Because I have been ill, I have not been going out racketing around town, but instead I've been staying in, lying on the couch and watching DVDs and videos. One film that I rented - partly because there wasn't much else in the video shop that I had not already seen - was Fight Club, even though the adverts for the film didn't lead me to expect too much. From what I could remember, when the film first came out in the cinema, the reviews had been negative, and the film had faded quietly away, unwatched and unloved. I had the general impression that it was some sort of misogynistic boys' flick.

Well, I couldn't have been more wrong; it came as a total surprise to me: what a brilliant film! For a start, nobody had thought to mention that it is a comedy. And not only is it a comedy; it is that rarity among comedies - it is actually very funny and it is making some serious points, too. Fight Club is a satire (admittedly rather uneven) on the emptiness of the American dream, particularly its emphasis on material possessions.
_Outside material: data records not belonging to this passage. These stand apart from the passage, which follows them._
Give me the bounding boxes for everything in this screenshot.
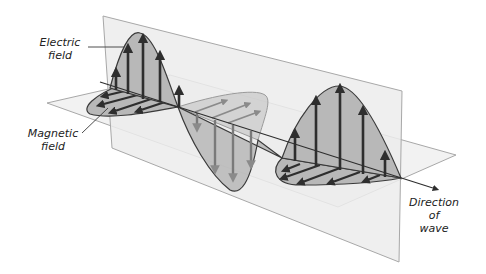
magnetic-field-label-line2: field <box>18 140 88 153</box>
electric-field-label: Electric field <box>30 36 90 62</box>
electric-field-label-line1: Electric <box>30 36 90 49</box>
magnetic-field-label: Magnetic field <box>18 127 88 153</box>
electric-field-label-line2: field <box>30 49 90 62</box>
direction-label-line3: wave <box>404 222 464 235</box>
direction-label-line2: of <box>404 209 464 222</box>
direction-of-wave-label: Direction of wave <box>404 196 464 235</box>
magnetic-field-label-line1: Magnetic <box>18 127 88 140</box>
direction-label-line1: Direction <box>404 196 464 209</box>
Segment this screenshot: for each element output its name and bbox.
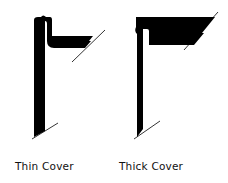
thin-cover-label: Thin Cover [15, 160, 74, 172]
thin-cover-drawing [32, 16, 105, 140]
cover-diagrams [0, 0, 228, 183]
thick-cover-drawing [134, 12, 218, 139]
thick-cover-label: Thick Cover [119, 160, 183, 172]
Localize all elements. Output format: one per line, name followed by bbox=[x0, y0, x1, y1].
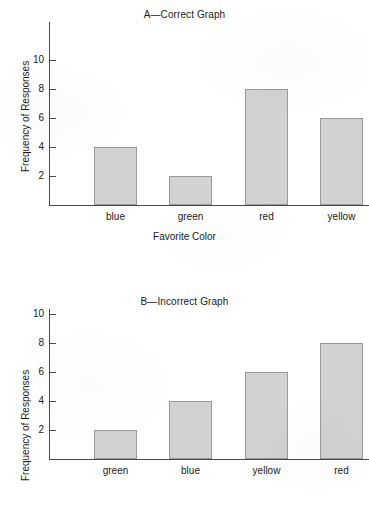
chart-b-y-tick-label-4: 4 bbox=[38, 394, 44, 407]
chart-a-container: A—Correct Graph Frequency of Responses 2… bbox=[0, 0, 369, 255]
chart-a-y-tick-10: 10 bbox=[50, 60, 56, 61]
chart-b-y-tick-label-8: 8 bbox=[38, 336, 44, 349]
chart-a-title: A—Correct Graph bbox=[0, 9, 369, 20]
chart-a-y-tick-label-10: 10 bbox=[33, 53, 44, 66]
chart-b-y-tick-4: 4 bbox=[50, 401, 56, 402]
chart-b-y-tick-8: 8 bbox=[50, 343, 56, 344]
chart-b-y-axis bbox=[49, 309, 50, 459]
chart-b-container: B—Incorrect Graph Frequency of Responses… bbox=[0, 255, 369, 509]
chart-a-plot-area: 246810bluegreenredyellow bbox=[49, 22, 369, 205]
chart-a-bar-green bbox=[169, 176, 212, 205]
chart-b-bar-green bbox=[94, 430, 137, 459]
chart-a-x-label-green: green bbox=[149, 211, 232, 222]
chart-a-bar-blue bbox=[94, 147, 137, 205]
chart-a-x-label-red: red bbox=[225, 211, 308, 222]
chart-b-bar-yellow bbox=[245, 372, 288, 459]
chart-b-x-label-green: green bbox=[74, 465, 157, 476]
chart-b-x-label-red: red bbox=[300, 465, 369, 476]
chart-b-y-tick-10: 10 bbox=[50, 314, 56, 315]
chart-a-x-axis-title: Favorite Color bbox=[0, 231, 369, 242]
chart-a-y-axis-title: Frequency of Responses bbox=[20, 61, 31, 172]
chart-b-title: B—Incorrect Graph bbox=[0, 296, 369, 307]
chart-a-y-axis bbox=[49, 22, 50, 205]
chart-a-y-tick-label-6: 6 bbox=[38, 111, 44, 124]
chart-b-x-axis bbox=[49, 459, 369, 460]
chart-b-y-tick-6: 6 bbox=[50, 372, 56, 373]
chart-b-y-tick-label-10: 10 bbox=[33, 307, 44, 320]
chart-a-y-tick-6: 6 bbox=[50, 118, 56, 119]
chart-a-y-tick-2: 2 bbox=[50, 176, 56, 177]
chart-a-y-tick-label-8: 8 bbox=[38, 82, 44, 95]
chart-b-bar-red bbox=[320, 343, 363, 459]
chart-b-x-label-yellow: yellow bbox=[225, 465, 308, 476]
chart-b-x-label-blue: blue bbox=[149, 465, 232, 476]
chart-a-x-label-yellow: yellow bbox=[300, 211, 369, 222]
chart-b-y-tick-2: 2 bbox=[50, 430, 56, 431]
chart-a-x-axis bbox=[49, 205, 369, 206]
chart-b-plot-area: 246810greenblueyellowred bbox=[49, 309, 369, 459]
chart-a-y-tick-label-2: 2 bbox=[38, 169, 44, 182]
chart-a-x-label-blue: blue bbox=[74, 211, 157, 222]
chart-a-y-tick-8: 8 bbox=[50, 89, 56, 90]
chart-b-y-tick-label-6: 6 bbox=[38, 365, 44, 378]
chart-b-y-axis-title: Frequency of Responses bbox=[20, 370, 31, 481]
chart-a-y-tick-label-4: 4 bbox=[38, 140, 44, 153]
chart-a-bar-yellow bbox=[320, 118, 363, 205]
chart-b-bar-blue bbox=[169, 401, 212, 459]
chart-a-y-tick-4: 4 bbox=[50, 147, 56, 148]
chart-b-y-tick-label-2: 2 bbox=[38, 423, 44, 436]
chart-a-bar-red bbox=[245, 89, 288, 205]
What shall it profit a man if he should gain the whole world and yet lose his own soul? Plus, as the film points out, far from getting the whole world, you'll be lucky if you get fobbed off with a couple of flatpacks from Ikea.

I'm beginning to speculate on how many of the other movies that I have avoided in the past because they got bad reviews or look like they stink are in fact deeply serious works of art with an important message for us all. I now wonder whether the black US comic Martin Lawrence, in his film Big Momma's House, is perhaps concerning himself with a Kantian quest for a reason-based, non-consequentialist ethical system. Is, perhaps, Ben Elton's Maybe Baby a covert examination of where we stand in a world in which postmodern distrust of the idea of a stable self has left us, literally, alienated even from ourselves?
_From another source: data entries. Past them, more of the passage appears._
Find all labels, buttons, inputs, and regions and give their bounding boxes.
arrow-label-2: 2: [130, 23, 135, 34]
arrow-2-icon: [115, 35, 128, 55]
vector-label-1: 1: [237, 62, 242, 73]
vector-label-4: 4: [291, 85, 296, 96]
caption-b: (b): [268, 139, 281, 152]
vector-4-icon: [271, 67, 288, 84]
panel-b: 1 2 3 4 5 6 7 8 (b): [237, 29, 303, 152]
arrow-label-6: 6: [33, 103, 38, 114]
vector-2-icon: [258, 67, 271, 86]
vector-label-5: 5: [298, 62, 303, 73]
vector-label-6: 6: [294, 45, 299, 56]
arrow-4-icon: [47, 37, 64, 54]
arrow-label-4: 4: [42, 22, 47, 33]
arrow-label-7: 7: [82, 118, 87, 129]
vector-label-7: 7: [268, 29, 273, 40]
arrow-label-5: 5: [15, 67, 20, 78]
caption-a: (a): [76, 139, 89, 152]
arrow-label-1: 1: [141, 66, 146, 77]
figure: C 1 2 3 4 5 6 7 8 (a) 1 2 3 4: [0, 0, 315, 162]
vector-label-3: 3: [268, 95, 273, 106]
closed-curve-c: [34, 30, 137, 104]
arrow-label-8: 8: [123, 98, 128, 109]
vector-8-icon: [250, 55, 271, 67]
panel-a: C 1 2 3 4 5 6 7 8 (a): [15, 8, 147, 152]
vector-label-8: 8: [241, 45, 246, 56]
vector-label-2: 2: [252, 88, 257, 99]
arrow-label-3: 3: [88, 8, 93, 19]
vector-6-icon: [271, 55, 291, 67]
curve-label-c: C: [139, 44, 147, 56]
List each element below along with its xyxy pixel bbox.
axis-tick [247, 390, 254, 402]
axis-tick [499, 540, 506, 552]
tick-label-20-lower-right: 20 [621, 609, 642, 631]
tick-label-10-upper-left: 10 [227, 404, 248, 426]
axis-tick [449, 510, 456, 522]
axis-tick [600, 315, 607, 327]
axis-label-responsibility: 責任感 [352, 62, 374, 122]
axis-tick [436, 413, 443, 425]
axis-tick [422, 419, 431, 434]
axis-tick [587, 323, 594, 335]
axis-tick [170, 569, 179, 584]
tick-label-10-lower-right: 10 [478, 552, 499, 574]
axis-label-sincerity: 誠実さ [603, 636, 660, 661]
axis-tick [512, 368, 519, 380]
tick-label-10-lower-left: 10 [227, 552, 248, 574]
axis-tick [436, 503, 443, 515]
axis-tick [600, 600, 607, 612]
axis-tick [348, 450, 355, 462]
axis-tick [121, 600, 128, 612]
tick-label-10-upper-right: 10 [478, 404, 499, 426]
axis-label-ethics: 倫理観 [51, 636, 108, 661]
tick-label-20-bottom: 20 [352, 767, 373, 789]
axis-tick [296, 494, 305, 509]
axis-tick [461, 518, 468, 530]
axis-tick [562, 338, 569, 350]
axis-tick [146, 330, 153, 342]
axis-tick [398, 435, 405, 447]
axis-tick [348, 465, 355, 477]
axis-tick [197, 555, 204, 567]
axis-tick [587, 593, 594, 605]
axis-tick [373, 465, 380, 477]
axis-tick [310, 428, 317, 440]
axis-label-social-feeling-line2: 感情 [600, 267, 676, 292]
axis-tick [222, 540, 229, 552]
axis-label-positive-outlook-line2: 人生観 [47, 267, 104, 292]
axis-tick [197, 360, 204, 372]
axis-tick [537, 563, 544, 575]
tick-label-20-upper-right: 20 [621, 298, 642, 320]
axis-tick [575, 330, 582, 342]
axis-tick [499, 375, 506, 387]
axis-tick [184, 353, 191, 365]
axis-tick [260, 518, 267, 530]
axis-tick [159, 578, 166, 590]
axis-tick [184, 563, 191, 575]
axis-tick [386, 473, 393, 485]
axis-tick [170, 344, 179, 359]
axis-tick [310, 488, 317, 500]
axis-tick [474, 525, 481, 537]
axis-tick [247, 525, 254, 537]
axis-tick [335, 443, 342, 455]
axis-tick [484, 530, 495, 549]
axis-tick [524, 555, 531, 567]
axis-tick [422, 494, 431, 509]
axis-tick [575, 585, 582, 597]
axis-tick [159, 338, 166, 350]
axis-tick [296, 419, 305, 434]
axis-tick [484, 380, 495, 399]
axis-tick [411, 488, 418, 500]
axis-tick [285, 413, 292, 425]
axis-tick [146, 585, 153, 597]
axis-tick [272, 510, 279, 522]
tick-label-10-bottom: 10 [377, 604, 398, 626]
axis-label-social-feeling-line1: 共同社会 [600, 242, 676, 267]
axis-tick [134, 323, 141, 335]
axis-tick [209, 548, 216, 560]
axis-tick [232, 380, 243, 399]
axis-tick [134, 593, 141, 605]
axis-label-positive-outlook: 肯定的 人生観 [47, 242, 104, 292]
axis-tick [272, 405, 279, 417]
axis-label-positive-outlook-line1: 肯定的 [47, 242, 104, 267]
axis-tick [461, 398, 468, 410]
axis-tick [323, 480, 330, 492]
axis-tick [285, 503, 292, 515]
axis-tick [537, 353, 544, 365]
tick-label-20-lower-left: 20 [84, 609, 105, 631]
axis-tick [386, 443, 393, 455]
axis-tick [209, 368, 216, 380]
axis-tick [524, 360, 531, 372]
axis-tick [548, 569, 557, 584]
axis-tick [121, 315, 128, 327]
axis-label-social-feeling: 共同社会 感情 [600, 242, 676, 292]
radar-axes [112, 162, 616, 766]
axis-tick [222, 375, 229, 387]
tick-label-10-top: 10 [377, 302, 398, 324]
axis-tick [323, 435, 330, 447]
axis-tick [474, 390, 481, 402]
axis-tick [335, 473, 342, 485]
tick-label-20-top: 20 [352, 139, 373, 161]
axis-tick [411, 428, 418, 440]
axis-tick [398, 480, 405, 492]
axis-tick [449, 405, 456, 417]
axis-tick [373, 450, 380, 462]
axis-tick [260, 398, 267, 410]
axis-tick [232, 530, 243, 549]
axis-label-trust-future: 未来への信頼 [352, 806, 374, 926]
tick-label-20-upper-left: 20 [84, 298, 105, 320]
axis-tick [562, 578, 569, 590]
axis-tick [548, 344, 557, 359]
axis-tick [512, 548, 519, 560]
Summer is not a good time to be stuck in the house feeling ill, though, because all you want to do when you feel low is to flop down in front of the TV. You don't necessarily need to watch anything terribly demanding, just something with a glimmer of intelligence behind it, that you have not seen already some 10 or 12 times. But the quality of programmes on the TV at this time of year is absolutely diabolical.

Most of the output consists of constant, never-ending repeats of programmes that were made 20 years ago, and that is the best of what is on offer: the new series that are launched at this time of year are almost certainly guaranteed to be absolute stinkers that the television companies are hoping to sneak out in an attempt to recoup some of their money by using them as airwave-filler while nobody is watching (hence my having to spend my easily earned money on renting videos and DVDs).
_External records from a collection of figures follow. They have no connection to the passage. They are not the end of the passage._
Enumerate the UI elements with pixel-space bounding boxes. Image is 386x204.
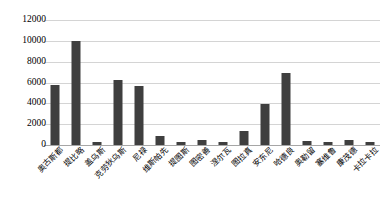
x-axis-tick-label: 尼禄 bbox=[131, 146, 148, 163]
bar-slot bbox=[44, 20, 65, 145]
bar-slot bbox=[275, 20, 296, 145]
bar bbox=[71, 41, 80, 145]
bar bbox=[239, 131, 248, 145]
bar-slot bbox=[149, 20, 170, 145]
bar bbox=[50, 85, 59, 145]
x-axis-tick-label: 提图斯 bbox=[168, 146, 191, 169]
bar-slot bbox=[86, 20, 107, 145]
bar-slot bbox=[170, 20, 191, 145]
plot-area bbox=[44, 20, 380, 145]
y-axis-tick-label: 8000 bbox=[6, 57, 46, 67]
x-axis-tick-label: 图密善 bbox=[189, 146, 212, 169]
x-axis-tick-label: 图拉真 bbox=[231, 146, 254, 169]
bar bbox=[260, 104, 269, 145]
bar-chart: 020004000600080001000012000 奥古斯都提比略盖乌斯克劳… bbox=[0, 0, 386, 204]
bar-slot bbox=[128, 20, 149, 145]
bar-slot bbox=[212, 20, 233, 145]
bar bbox=[134, 86, 143, 145]
bar-slot bbox=[65, 20, 86, 145]
bar-slot bbox=[254, 20, 275, 145]
bar-slot bbox=[338, 20, 359, 145]
x-axis-tick-label: 涅尔瓦 bbox=[210, 146, 233, 169]
y-axis-tick-label: 12000 bbox=[6, 15, 46, 25]
bar-series bbox=[44, 20, 380, 145]
y-axis-tick-label: 2000 bbox=[6, 119, 46, 129]
bar-slot bbox=[359, 20, 380, 145]
bar-slot bbox=[317, 20, 338, 145]
y-axis-tick-label: 0 bbox=[6, 140, 46, 150]
y-axis-tick-label: 6000 bbox=[6, 78, 46, 88]
x-axis-tick-label: 哈德良 bbox=[273, 146, 296, 169]
bar bbox=[113, 80, 122, 145]
bar-slot bbox=[296, 20, 317, 145]
bar bbox=[155, 136, 164, 145]
y-axis-tick-label: 10000 bbox=[6, 36, 46, 46]
bar-slot bbox=[233, 20, 254, 145]
x-axis-tick-label: 塞维鲁 bbox=[315, 146, 338, 169]
x-axis-tick-label: 奥勒留 bbox=[294, 146, 317, 169]
y-axis-tick-label: 4000 bbox=[6, 98, 46, 108]
x-axis: 奥古斯都提比略盖乌斯克劳狄乌斯尼禄维斯帕先提图斯图密善涅尔瓦图拉真安东尼哈德良奥… bbox=[44, 146, 380, 204]
bar bbox=[281, 73, 290, 145]
bar-slot bbox=[107, 20, 128, 145]
x-axis-tick-label: 提比略 bbox=[63, 146, 86, 169]
x-axis-tick-label: 安东尼 bbox=[252, 146, 275, 169]
bar-slot bbox=[191, 20, 212, 145]
x-axis-tick-label: 奥古斯都 bbox=[36, 146, 64, 174]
There are two reasons why this situation occurs at this time of the year. First, it is assumed that there are many fewer viewers actually watching television in the summer months, because people are either outside in the sunshine, enjoying themselves, or they have gone off abroad on their summer holidays.

The second reason is also connected with summer breaks. At this time of year, it is the senior, more experienced and more competent members of staff who go off on their holidays, and those who are left behind in charge at the television stations are the juniors - who are obviously a lot less capable of taking the responsibility for producing good-quality programming.

I have to say that this state of affairs also exists at newspapers and magazines, which - if you look - get a lot thinner during the months of July and August simply because they are written, designed, printed and edited almost entirely by fresh-out-of-college teenagers doing work experience or reformed crack addicts on the Government's New Deal programme for the long-term unemployed. The net effect of newspapers being put out by such inexperienced staff can often result in their being mgggly twa roof tupping plagg mu combo Kosovar.

Many scientists assert that, with the depletion of the ozone layer and the heating up of the planet's ecosystem, soon it is going to be summer in Britain all year long. I can believe that; I can believe that we are in for 12 months, year in, year out, of hot, humid, muggy weather.

I see proof of this approaching 365-day British summer contained in the fact that the entire nation seems to have been left in the care of some accident-prone idiot called Tony Blair.